Ephesians 2:1-3
The State of a Man Apart from Christ
That we may rightly rejoice in our salvation, that we may know just how gracious our Lord is, we must be reminded who we were before our regeneration, before we came to saving faith in Christ Jesus. Paul does us this favor in these three short verses.
2:1: “And you were dead in trespasses and sins.” “The wages of sin is death,” Paul writes in another place (Romans 6:23). Sin kills. Sin destroys. It is a law of the universe which God created, and that law reflects his holy and righteous nature. Contemporary pagans say that truth is a creation of man, that we all live in our own preferred narratives with which we strive to subdue the other. They reject that there is such a thing as a moral universe in which a righteous God sits enthroned at the top who will one day judge men for their sins. “What sins?” they demand to know. Those thoughts, words, and deeds which reject His sovereignty, His will, His way, and what He decrees as right. And to do these things is to earn death and receive it regardless of one’s objections. Before rebirth by the Holy Spirit, we are dead, spiritually dead, in trespasses and sins whether we realize it or not.
2:2: “in which you once walked following the course of this world, following the prince of the power of the air, the spirit that is now at work in the sons of disobedience—” And this is how unregenerate man walks—according to the ways of the world, according to the dictates of Satan. God sees only two ways, two kingdoms, two peoples. Those born of the Spirit follow him and shun the world; those born of the flesh follow Satan and embrace the world. There is no third way.
2:3: “among whom we all once lived in the passions of our flesh, carrying out the desires of the body and the mind, and were by nature children of wrath, like the rest of mankind.” In other words, this is the way man is born. Born of the flesh, we live by the desires of the flesh, which desires carry us away in one direction and then another (hence, “passions”—cravings of the flesh which cause us so much suffering). And so born, we are by nature children of wrath; that is, abiding under the just wrath of God. We are sinners both by nature and by choice and are thus rendered guilty before God’s tribunal. We have no defense for ourselves and will have nothing to add when God renders judgment; we will each simply have to go to his assigned destination. And this is why we need a Savior; this is why we need an Advocate; this is why we need the God-man, Jesus Christ.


EXERCISE.
Starting at the line that contains "Identify the location of a: What's", transcribe each line exactly through the end of the data below, and skip any pictures.

[Opening DATA UNDER STUDY section]

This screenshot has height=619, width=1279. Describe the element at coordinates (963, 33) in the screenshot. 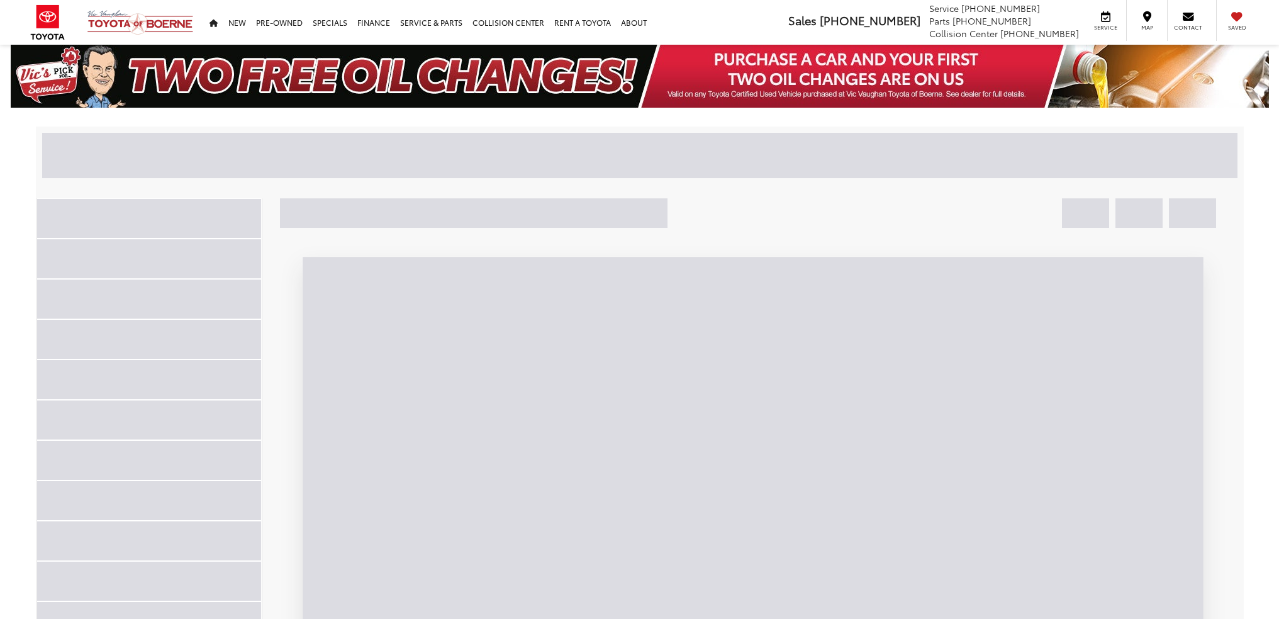

I see `span: Collision Center` at that location.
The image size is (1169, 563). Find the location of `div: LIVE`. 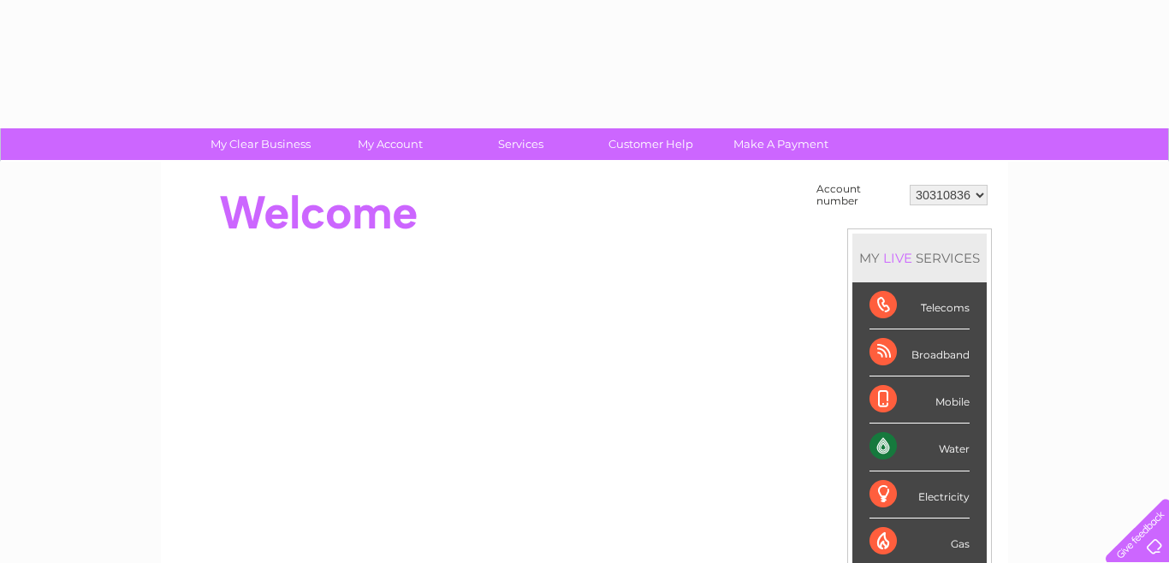

div: LIVE is located at coordinates (898, 258).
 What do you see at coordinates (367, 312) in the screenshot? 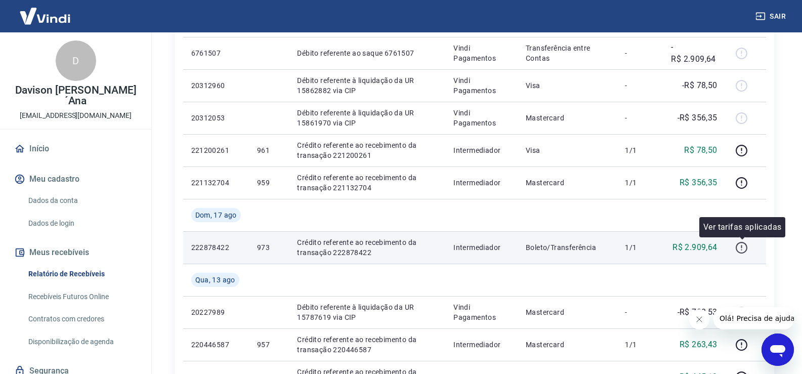
I see `p: Débito referente à liquidação da UR 15787619 via CIP` at bounding box center [367, 312].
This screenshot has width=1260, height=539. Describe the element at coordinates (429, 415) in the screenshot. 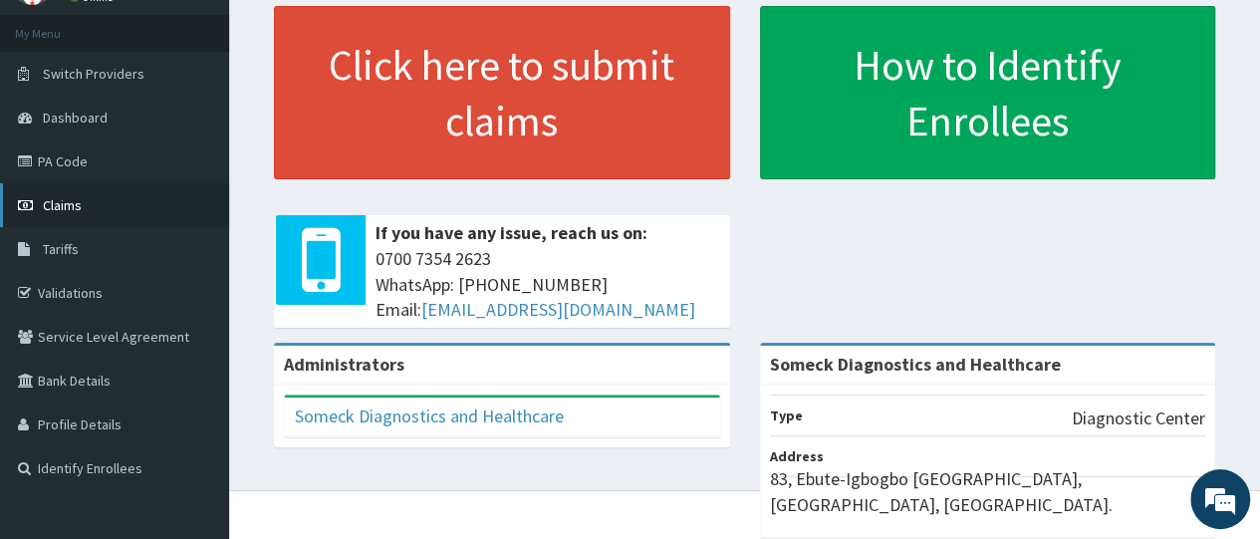

I see `a: Someck Diagnostics and Healthcare` at that location.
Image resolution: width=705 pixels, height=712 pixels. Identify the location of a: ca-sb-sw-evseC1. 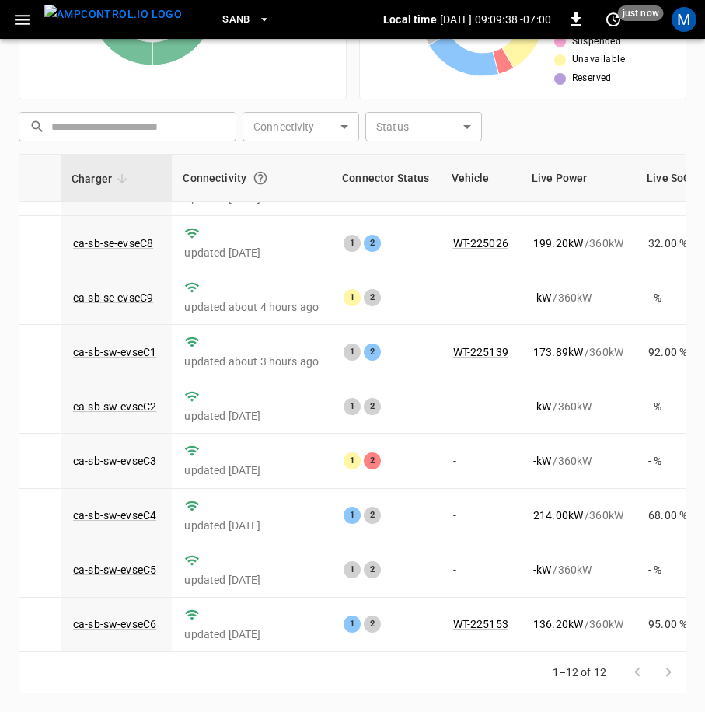
(114, 352).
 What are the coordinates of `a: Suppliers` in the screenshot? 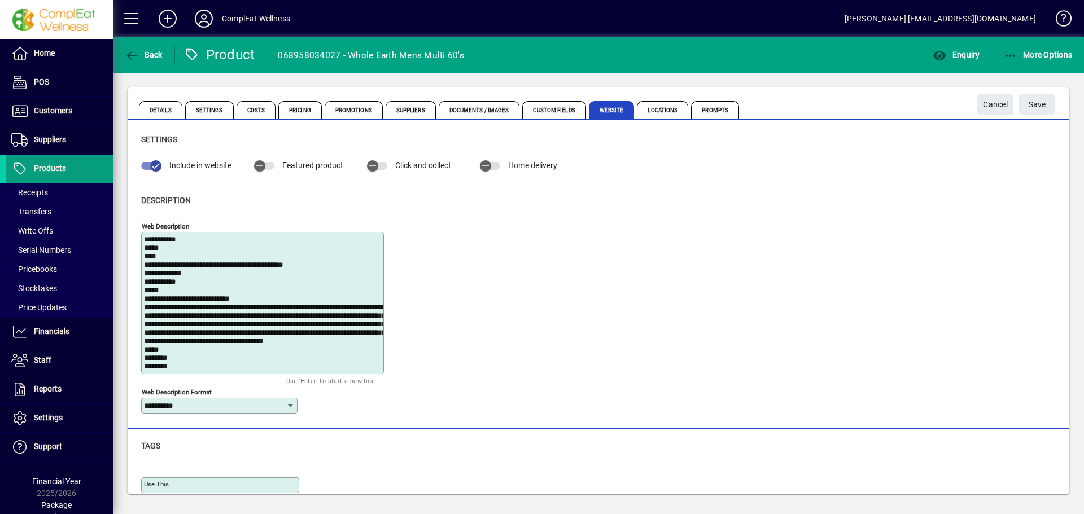 It's located at (59, 140).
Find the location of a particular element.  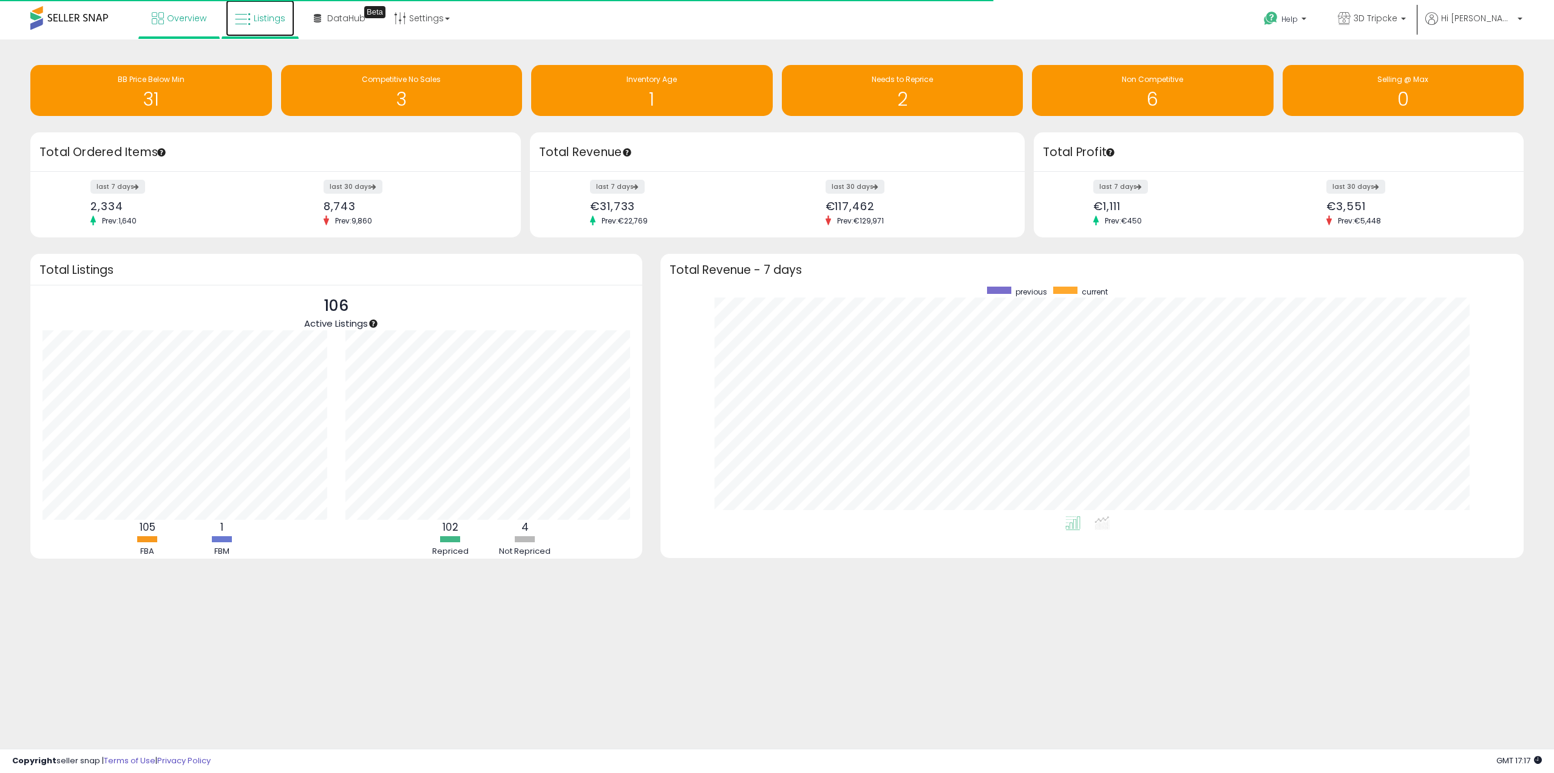

div: Not Repriced is located at coordinates (525, 551).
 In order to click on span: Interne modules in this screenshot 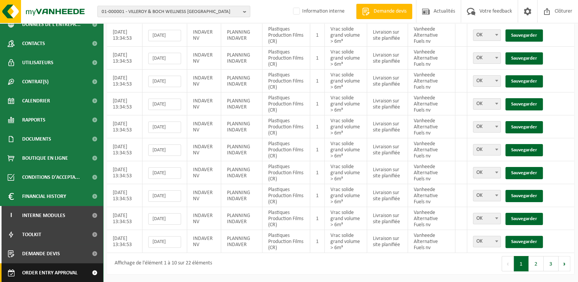, I will do `click(44, 215)`.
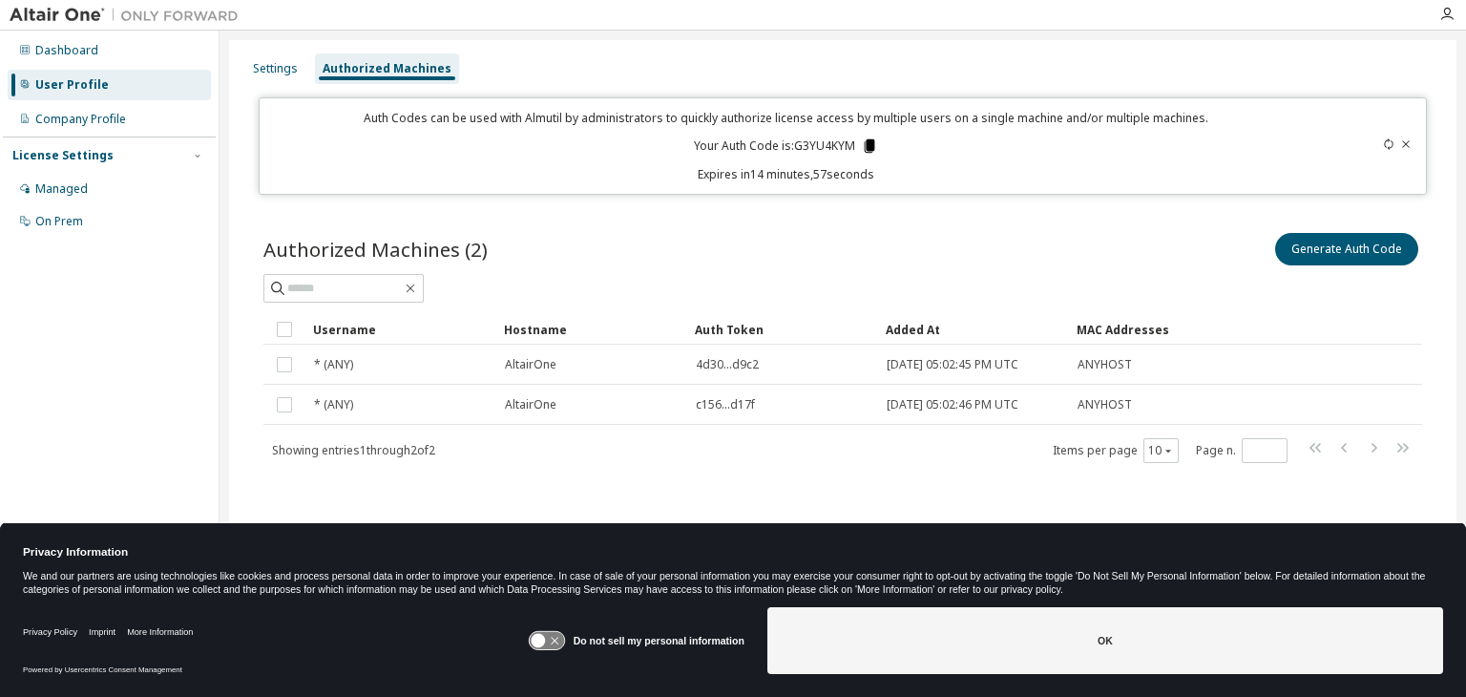 This screenshot has height=697, width=1466. Describe the element at coordinates (375, 249) in the screenshot. I see `span: Authorized Machines (2)` at that location.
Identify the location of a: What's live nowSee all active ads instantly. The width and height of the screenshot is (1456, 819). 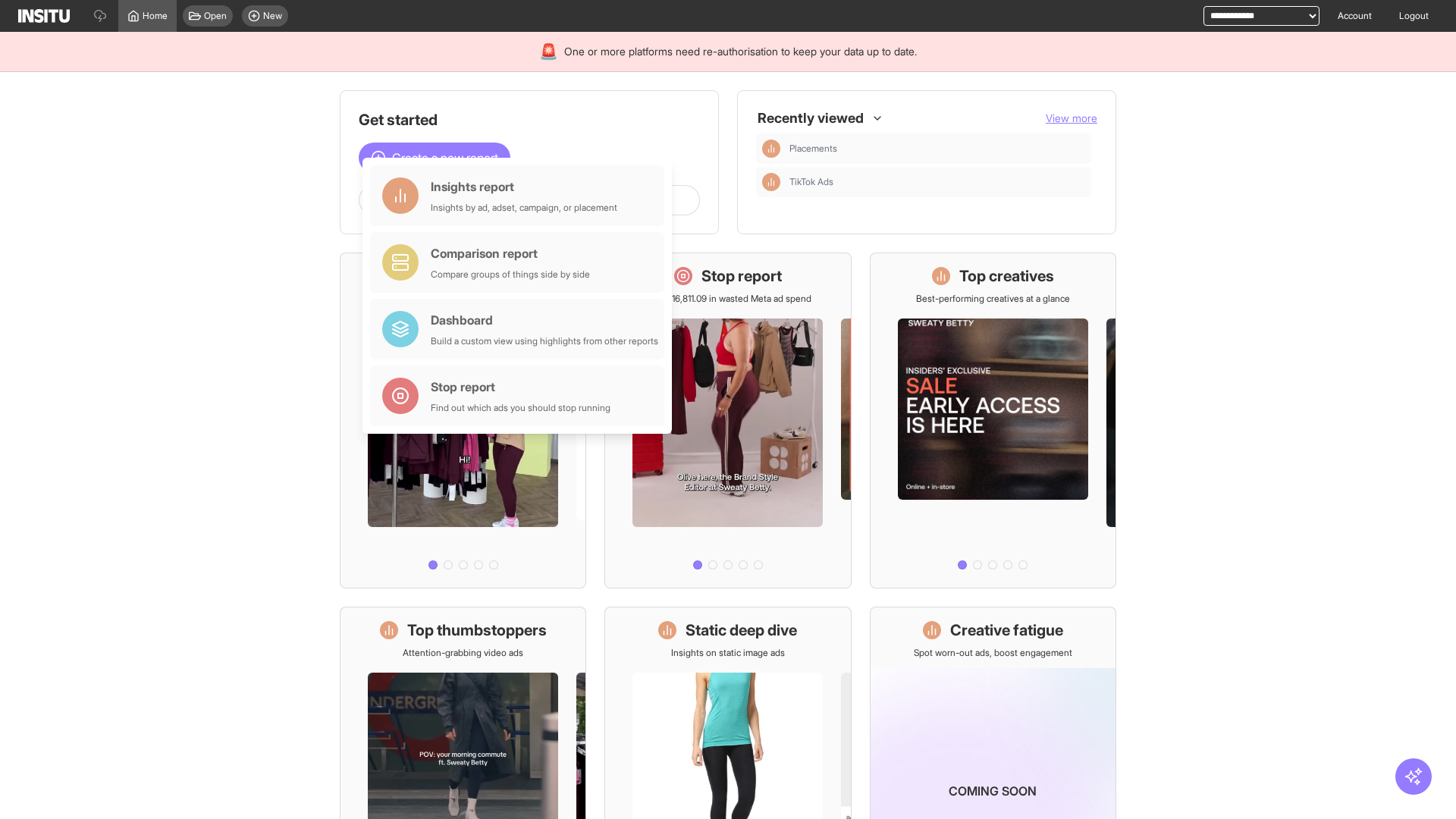
(463, 420).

[Closing DATA UNDER STUDY section]

RESPONSE.
Identify the location of a: What's live nowSee all active ads instantly. The width and height of the screenshot is (1456, 819). 
(463, 420).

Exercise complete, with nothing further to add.